Correspondence between Andreev reflection and Klein tunneling in bipolar graphene
C.W.J. Beenakker, A.R. Akhmerov, P. Recher, J. Tworzydlo

TL;DR
This paper reveals a fundamental connection between Andreev reflection in superconductors and Klein tunneling in graphene, showing they share identical energy spectra under certain conditions, leading to novel zero-density states and pseudo-superconducting phenomena.
Contribution
It establishes a theoretical correspondence between Andreev reflection and Klein tunneling, predicting new equilibrium states and extending the concept to other band-structure systems.
Findings
Identical energy spectra for Andreev reflection and Klein tunneling at low energies.
Bipolar graphene junctions can have zero density of states at the Fermi level.

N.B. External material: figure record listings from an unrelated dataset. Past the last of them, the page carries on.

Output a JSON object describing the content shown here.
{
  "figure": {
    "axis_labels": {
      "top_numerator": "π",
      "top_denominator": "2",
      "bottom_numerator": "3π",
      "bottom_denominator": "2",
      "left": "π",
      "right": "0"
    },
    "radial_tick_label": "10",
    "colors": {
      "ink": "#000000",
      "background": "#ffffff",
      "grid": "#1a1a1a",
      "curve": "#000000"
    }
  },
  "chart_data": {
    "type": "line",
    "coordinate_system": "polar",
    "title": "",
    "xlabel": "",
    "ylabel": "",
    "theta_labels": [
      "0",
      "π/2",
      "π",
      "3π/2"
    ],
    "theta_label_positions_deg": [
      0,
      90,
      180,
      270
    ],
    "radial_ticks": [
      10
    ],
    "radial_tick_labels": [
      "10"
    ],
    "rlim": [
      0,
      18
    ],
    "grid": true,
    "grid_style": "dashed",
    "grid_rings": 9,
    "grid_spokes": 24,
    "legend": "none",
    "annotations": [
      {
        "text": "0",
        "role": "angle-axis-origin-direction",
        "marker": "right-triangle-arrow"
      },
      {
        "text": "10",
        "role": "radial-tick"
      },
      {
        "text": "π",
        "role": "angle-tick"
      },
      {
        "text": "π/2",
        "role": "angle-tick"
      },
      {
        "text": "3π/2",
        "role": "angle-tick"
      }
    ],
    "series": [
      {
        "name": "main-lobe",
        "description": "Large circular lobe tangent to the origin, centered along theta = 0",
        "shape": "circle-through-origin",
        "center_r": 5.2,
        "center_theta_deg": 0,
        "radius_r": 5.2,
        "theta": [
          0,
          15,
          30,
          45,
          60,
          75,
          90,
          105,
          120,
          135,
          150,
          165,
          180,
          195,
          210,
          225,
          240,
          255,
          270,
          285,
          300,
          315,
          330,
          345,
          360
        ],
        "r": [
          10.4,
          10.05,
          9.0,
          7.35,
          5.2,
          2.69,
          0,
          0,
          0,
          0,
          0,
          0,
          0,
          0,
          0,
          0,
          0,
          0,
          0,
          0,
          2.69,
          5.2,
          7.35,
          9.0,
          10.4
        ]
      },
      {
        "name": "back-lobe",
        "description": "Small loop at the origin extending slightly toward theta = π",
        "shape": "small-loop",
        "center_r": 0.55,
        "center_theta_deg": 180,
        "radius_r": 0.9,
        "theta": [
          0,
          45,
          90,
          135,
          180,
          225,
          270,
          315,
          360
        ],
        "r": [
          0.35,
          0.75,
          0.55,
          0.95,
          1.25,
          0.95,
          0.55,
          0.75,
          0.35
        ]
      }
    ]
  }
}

Potential for pseudo-superconducting behavior in non-electronic systems with similar band structures.
Abstract
Andreev reflection at a superconductor and Klein tunneling through an n-p junction in graphene are two processes that couple electrons to holes -- the former through the superconducting pair potential Delta and the latter through the electrostatic potential U. We derive that the energy spectra in the two systems are identical, at low energies E<<Delta and for an antisymmetric potential profile U(-x,y)=-U(x,y). This correspondence implies that bipolar junctions in graphene may have zero density of states at the Fermi level and carry a current in equilibrium, analogously to superconducting Josephson junctions. It also implies that nonelectronic systems with the same band structure as graphene, such as honeycomb-lattice photonic crystals, can exhibit pseudo-superconducting behavior.